Joe Biden today has taken over as the 46th president of the United States. The 45th president, Donald Trump, continues to sulk over his electoral repudiation (and, presumably, frets over his looming legal problems).

One-term presidents seldom shine in historical retrospect, and Trump — who spent his four years as president defying traditional norms and battering the integrity of our institutions — is almost certainly destined with the passage of time to be regarded as one of the worst, if not the worst, chief executives in the nation’s history.

How long it will take to repair the damage Trump did to the American political system depends less on his successor in office but on Trump’s partisan allies.

One of the most astounding facts of the past four years is how rapidly and thoroughly Trump took over the highest levels of the Republican Party.

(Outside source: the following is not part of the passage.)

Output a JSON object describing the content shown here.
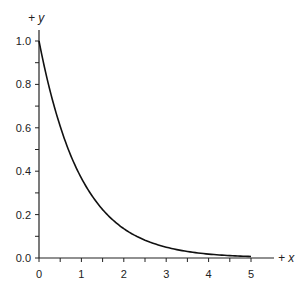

Senators and presidential hopefuls Lindsey Graham of South Carolina, Ted Cruz of Texas and Marco Rubio of Florida, all of whom denounced Trump as wholly unqualified for the presidency during the 2016 primaries, spent the next four years genuflecting to their new master, with Cruz going so far as to attempt to sabotage the Electoral College on Trump’s behalf.

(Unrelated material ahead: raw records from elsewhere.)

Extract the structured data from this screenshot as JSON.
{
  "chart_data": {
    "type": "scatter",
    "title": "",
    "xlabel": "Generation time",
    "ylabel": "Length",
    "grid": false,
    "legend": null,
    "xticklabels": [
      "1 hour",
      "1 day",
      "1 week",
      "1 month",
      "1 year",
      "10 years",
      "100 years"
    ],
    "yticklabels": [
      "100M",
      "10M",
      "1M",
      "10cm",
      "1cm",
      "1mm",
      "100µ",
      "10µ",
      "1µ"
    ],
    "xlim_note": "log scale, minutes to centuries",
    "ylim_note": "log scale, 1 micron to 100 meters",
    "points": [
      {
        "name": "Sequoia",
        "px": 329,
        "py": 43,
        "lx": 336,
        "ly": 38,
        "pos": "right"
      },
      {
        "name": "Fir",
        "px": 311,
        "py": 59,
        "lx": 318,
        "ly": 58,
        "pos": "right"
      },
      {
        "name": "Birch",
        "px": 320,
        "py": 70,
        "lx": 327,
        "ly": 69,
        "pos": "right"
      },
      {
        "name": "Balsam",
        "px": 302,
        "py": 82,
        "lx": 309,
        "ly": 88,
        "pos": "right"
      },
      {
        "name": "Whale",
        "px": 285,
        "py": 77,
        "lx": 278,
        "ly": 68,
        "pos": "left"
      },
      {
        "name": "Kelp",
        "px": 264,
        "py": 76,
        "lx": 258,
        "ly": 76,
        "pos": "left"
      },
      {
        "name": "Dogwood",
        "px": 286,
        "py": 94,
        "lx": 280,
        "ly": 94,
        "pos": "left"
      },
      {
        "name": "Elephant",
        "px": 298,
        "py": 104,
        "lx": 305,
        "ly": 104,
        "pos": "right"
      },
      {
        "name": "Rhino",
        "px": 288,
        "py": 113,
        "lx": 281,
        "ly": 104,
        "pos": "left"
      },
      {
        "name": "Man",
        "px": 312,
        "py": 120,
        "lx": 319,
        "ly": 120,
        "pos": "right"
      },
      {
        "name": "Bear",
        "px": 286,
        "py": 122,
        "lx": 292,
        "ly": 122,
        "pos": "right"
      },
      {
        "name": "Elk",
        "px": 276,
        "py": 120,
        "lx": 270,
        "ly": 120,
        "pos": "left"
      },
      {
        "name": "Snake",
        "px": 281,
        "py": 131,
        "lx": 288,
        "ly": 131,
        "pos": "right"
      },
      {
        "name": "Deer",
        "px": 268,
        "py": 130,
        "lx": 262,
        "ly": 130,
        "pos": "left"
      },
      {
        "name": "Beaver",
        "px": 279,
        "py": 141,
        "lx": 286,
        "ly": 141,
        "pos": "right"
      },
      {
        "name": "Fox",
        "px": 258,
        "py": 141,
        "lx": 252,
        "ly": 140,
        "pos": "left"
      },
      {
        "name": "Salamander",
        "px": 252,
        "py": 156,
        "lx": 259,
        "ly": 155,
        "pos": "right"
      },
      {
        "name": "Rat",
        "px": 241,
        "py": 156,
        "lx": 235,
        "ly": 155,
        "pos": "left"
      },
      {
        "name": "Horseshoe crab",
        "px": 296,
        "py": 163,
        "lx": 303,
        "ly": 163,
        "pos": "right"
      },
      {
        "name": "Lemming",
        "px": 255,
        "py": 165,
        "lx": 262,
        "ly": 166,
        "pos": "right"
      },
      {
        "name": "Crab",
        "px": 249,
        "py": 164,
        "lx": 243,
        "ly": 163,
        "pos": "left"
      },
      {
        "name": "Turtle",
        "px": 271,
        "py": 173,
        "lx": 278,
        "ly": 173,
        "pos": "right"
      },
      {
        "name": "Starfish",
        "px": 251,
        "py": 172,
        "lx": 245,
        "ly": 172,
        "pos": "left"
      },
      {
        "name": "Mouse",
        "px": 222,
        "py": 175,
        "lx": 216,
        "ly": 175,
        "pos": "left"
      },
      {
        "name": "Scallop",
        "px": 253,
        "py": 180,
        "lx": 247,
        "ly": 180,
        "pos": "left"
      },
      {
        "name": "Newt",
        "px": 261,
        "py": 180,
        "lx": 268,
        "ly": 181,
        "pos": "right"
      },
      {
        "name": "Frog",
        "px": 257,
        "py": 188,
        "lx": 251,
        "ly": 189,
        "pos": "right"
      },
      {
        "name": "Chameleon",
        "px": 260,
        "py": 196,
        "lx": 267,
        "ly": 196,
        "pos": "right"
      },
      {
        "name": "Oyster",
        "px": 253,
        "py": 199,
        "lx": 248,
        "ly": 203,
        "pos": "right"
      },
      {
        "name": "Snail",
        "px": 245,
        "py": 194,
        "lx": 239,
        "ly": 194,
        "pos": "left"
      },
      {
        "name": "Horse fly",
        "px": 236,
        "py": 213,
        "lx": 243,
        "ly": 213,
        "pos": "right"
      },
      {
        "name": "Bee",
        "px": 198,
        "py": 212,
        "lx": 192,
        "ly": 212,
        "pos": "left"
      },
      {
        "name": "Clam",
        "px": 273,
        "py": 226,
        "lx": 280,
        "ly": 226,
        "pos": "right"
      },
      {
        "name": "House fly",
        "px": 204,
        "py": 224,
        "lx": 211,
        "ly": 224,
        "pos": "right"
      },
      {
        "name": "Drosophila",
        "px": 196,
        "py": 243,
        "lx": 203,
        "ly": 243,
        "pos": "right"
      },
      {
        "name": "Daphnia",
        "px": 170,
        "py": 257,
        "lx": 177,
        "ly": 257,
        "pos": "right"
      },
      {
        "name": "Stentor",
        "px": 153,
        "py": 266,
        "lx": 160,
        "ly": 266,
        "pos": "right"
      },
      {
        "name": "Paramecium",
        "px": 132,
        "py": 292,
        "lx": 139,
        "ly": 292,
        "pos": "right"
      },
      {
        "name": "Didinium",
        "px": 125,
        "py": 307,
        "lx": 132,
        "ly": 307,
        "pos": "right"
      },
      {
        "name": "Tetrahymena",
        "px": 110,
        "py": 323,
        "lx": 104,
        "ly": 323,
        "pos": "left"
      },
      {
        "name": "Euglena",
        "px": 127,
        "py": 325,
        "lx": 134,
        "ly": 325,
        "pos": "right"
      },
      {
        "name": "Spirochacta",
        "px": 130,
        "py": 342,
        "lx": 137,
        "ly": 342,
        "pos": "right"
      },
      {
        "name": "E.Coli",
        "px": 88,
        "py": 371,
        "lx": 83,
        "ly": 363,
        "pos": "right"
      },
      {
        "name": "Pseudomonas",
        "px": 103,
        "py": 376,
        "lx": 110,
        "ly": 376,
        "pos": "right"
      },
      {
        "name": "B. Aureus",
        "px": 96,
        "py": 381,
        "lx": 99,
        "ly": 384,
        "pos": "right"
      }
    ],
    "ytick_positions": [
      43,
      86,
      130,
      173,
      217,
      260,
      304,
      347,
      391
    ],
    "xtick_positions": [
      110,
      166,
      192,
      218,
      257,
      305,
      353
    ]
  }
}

The Republican Party, pre-Trump, stood for free trade, fiscal restraint and strong international alliances. Trump unilaterally reversed those stands. He ignited tariff wars, expanded the deficit and weakened NATO, and the party went along with his whims with minimal complaint. He also openly embraced white supremacy, which the party had long tolerated but not acknowledged.

For months there has been speculation that the “never-Trump” faction of the Republican Party — electorally vocal but not a genuine governmental factor — might split off to form a traditional conservative party. This weekend there were reports that Trump himself is contemplating abandoning the GOP to create the “Patriot Party.”

So the Grand Old Party, having lost the popular vote in seven of the past eight presidential elections, is at a stressful crossroads. Will it remain one party, or splinter into electorally irrelevant fragments? If it survives, will it continue on Trump’s course of nationalistic, conspiratorial authoritarianism, or will it revert to its previous principles?

If the former, can the American political system survive a major party that openly appeals to white supremacy and refuses to admit losing an election? If the latter, would the electorate believe the sincerity of another conversion?

The answers are vital to the future of the American Experiment. And they have little to do with Joe Biden.